George Osborne
David Cameron's campaign manager is George Osborne MP, who like Cameron was elected in 2001 and is now Shadow Chancellor at the age of 34. In an article in The Spectator on 28 February 2004, he confessed to being a long term fan of George Bush:
“I’m a signed-up, card-carrying Bush fan. I have been ever since I met him when he was governor of Texas. … He found an answer to this question: what is the Right for in the age of Clinton–Blair? The Conservatives would do well to listen and learn.” (see Osborne’s website here)
As befits a fan of George, he was gung ho for invading Iraq. As early as 29 April 2002, a year before the war, he lectured Defence Secretary, Geoff Hoon, in the House of Commons on the necessity for military planning for a ground invasion:
“Both the Prime Minister and the American President have made it clear that military action against Iraq is at least an option, even if no decisions have been taken. Can the Secretary of State reassure the House—or at least, the Opposition—that intensive preparations are under way for the contingency of military action, including a possible ground campaign; otherwise, the threat against Saddam Hussein is hollow?”
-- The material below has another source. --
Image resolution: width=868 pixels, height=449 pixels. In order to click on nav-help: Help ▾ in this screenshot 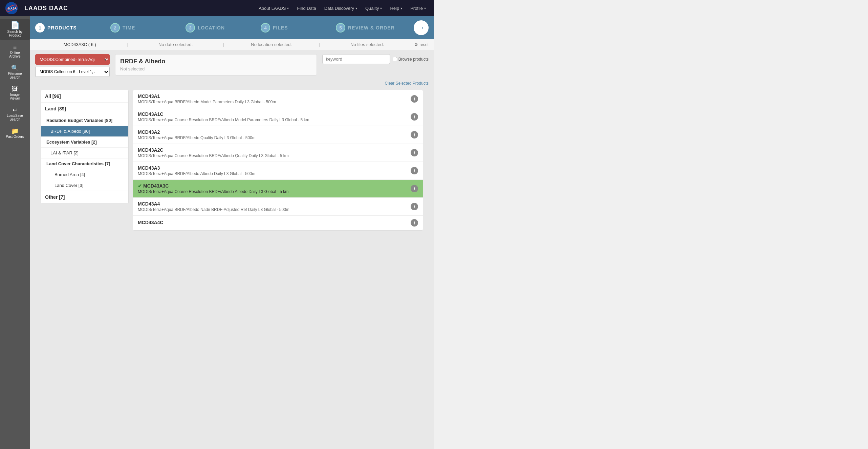, I will do `click(396, 8)`.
To be fair to him, he didn’t pretend that the invasion was about disarming Iraq of “weapons of mass destruction”: he simply wanted “regime change” in Baghdad. In a House of Commons debate on 22 October 2003, he was one of the very few backbenchers to defend the decision to invade, and to do it with vigour:
“It is also worth stating in the House that the decision taken that day was right, and that those who supported it should not be defensive about the way they voted. Moreover, those who supported the decision should not feel defensive about saying that those who opposed the war in that vote were wrong. They were wrong when they prophesied a long and bloody war of attrition. They were wrong when they prophesied a mass slaughter in Baghdad. They were wrong when they forecast a humanitarian catastrophe, which never arose. They were wrong when they predicted an exodus of millions of refugees, which did not happen. Indeed, they are wrong now when they say that post-war Iraq is a disaster and that the world is a more dangerous place because we have got rid of Saddam Hussein. We who supported military action should have the confidence to take on and demolish the arguments that we successfully took on and demolished in March.”
Understandably, he has not repeated this vigorous defence of the invasion since, in the House of Commons.